I am having trouble reconciling two pieces of information.
Consider supersymmetric QED, i.e. a supersymmetric U(1) gauge theory with two chiral superfields of opposite charges, $h$ and $\hat{h}$. The Kähler potential $K$ is canonical, $ K = h^\dagger e^{2\,g\,q\,V} h + {\hat{h}}^\dagger e^{-2\,g\,q\,V} \hat{h} , $ while the superpotential $W$ is the simplest possible: $$ W = m\, h \, \hat{h}. $$
On the one hand
Renormalized mass and fields are related to bare/original ones by: $$m_0 = Z_m m_r, \qquad h_0 = {Z_h}^{1/2}\, h_r,\qquad \hat{h}_0 = {Z_h}^{1/2}\, \hat{h}_r.$$
The SUSY non-renormalization theorems say that $W$ is not perturbatively renormalized, implying that $$ Z_m Z_h = 1 \quad \Rightarrow \quad \delta_m = - \delta_h, $$ at the one loop level (as usual $Z_m = 1 + \delta_m$, $Z_h = 1 + \delta_h$). The counterterm Feynman rule for the scalar propagator of $h$ will then be: i.e. the scalar propagator counterterm is proportional to $(p^2+m^2)$.
On the other hand
If one explicitly computes the divergent part of the $h$ self energy at one loop in dimensional regularization, one finds* that: $$ i \Sigma_h (p^2) \bigg|_\textrm{div} = i \frac{g^2 q^2 }{(4\pi)^2} \frac{2}{\epsilon} \big(-4 m^2\big). $$ *In the literature one can find this result e.g. in arXiv:hep-ph/9907393, section 4.3, equation (150), by playing with the integrals. This result is obtained in the Feynman gauge ($\xi = 1$).
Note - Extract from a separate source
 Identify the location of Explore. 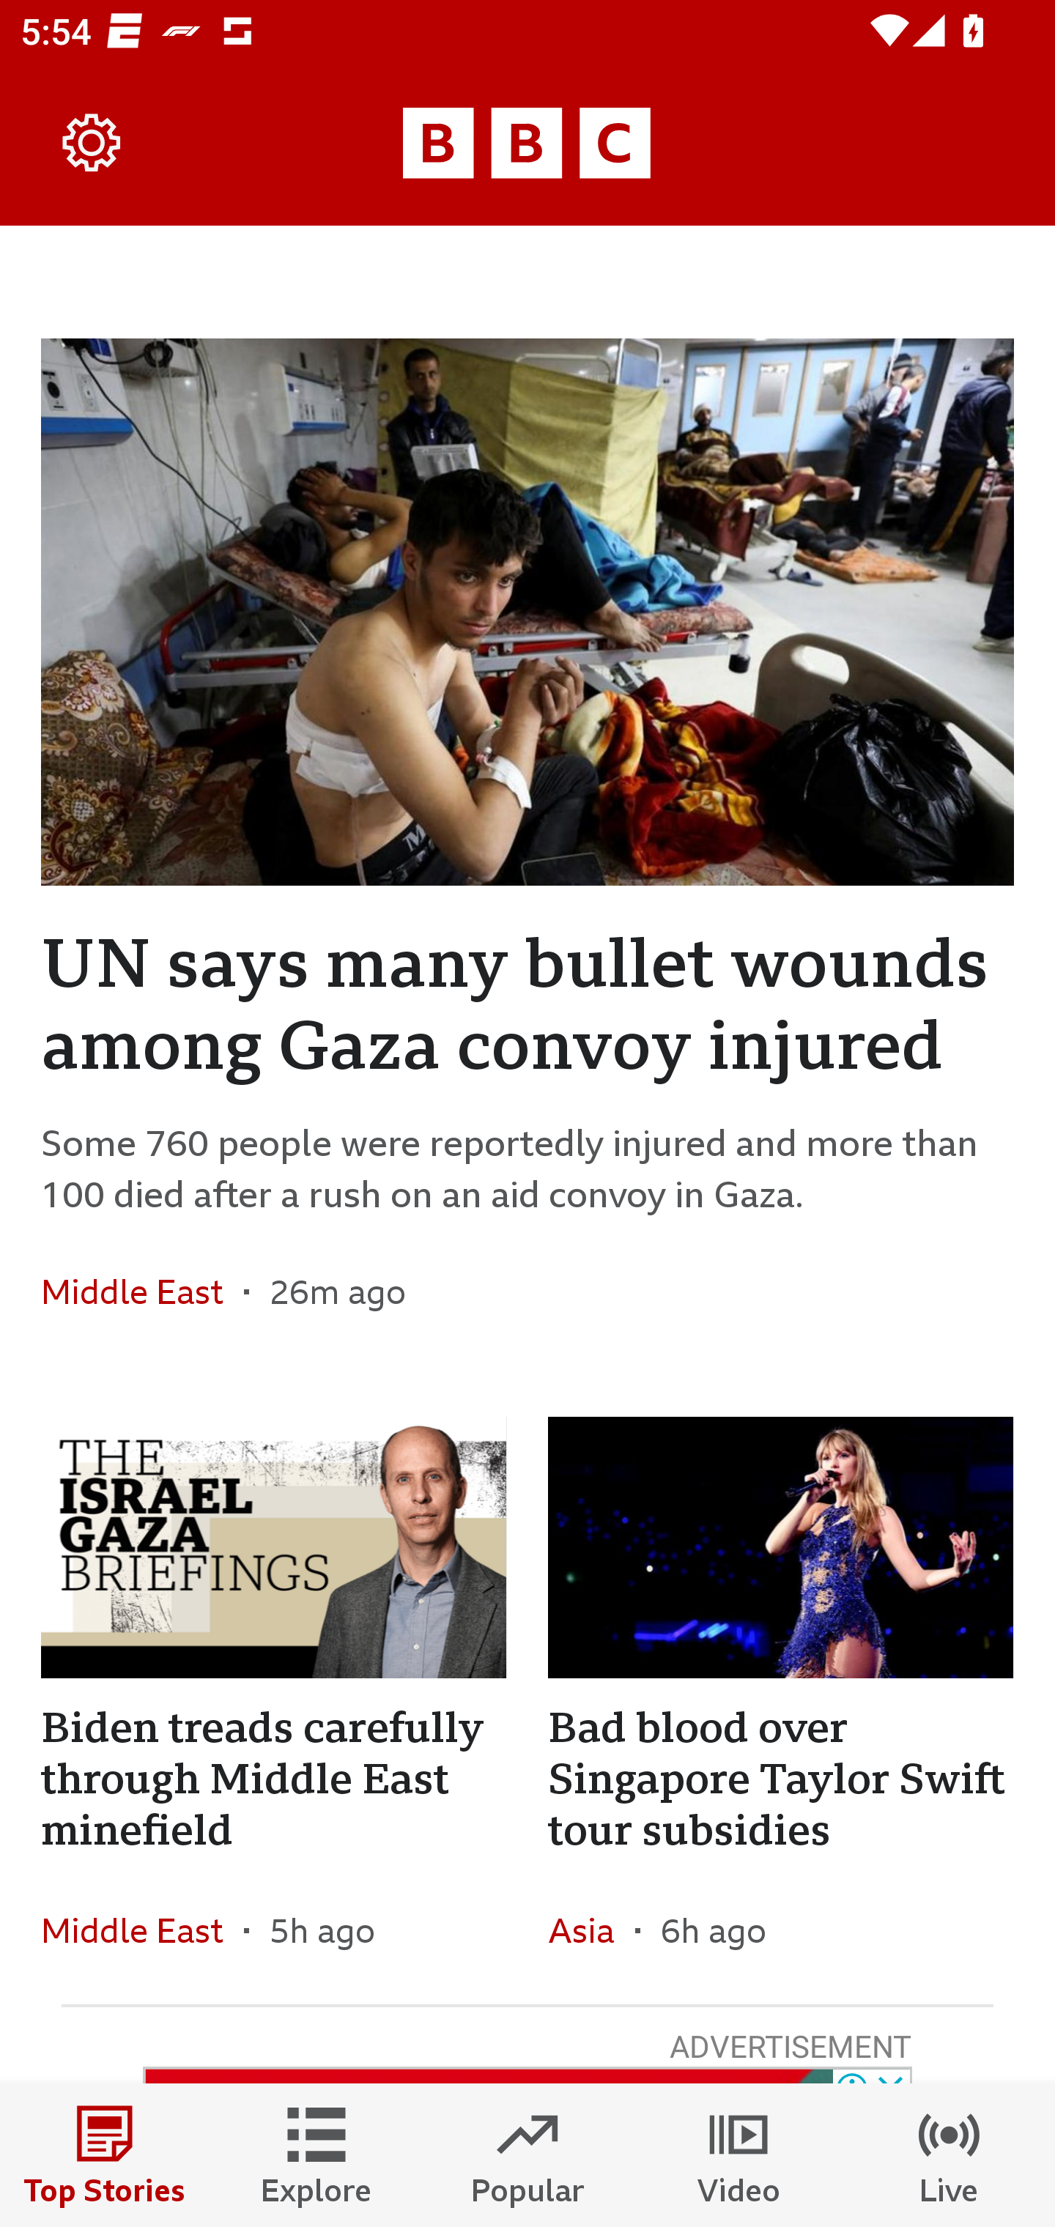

i.e. the divergent part of the self-energy at one loop is proportional to just $m^2$.
QUESTION: I was expecting a divergent part proportional to $(p^2 + m^2)$, which is what can be cancelled by the aforementioned counterterm. Is this reasoning correct? What might have gone wrong?
Comments
Diagrams
To make this question more accessible, here are the diagrams (usual Feynman diagrams, not supergraphs) which sum to give $i \Sigma_h (p^2) \big|_\textrm{div}$:
I am assuming there is something naïve in my approach. Perhaps some subtlety with the gauge diagrams, or Wess-Zumino gauge (I don't know any more at this point).
Dimensional regularization
At the outset there doesn't seem to be a problem with using dimensional regularization. The SUSY violation introduced by it should be proportional to $\epsilon$ (Martin's SUSY Primer, p. 61), thus only affecting finite terms.
Symmetries and missing terms
An R-symmetry under which both $h$ and $\hat h$ have charge $+1$ forbids adding gauge invariant terms like $h \hat h$ to the Kähler.
The discrete symmetry under which $h \leftrightarrow \hat h$ and $V \rightarrow - V$ forbids adding a Fayet-Iliopoulos term.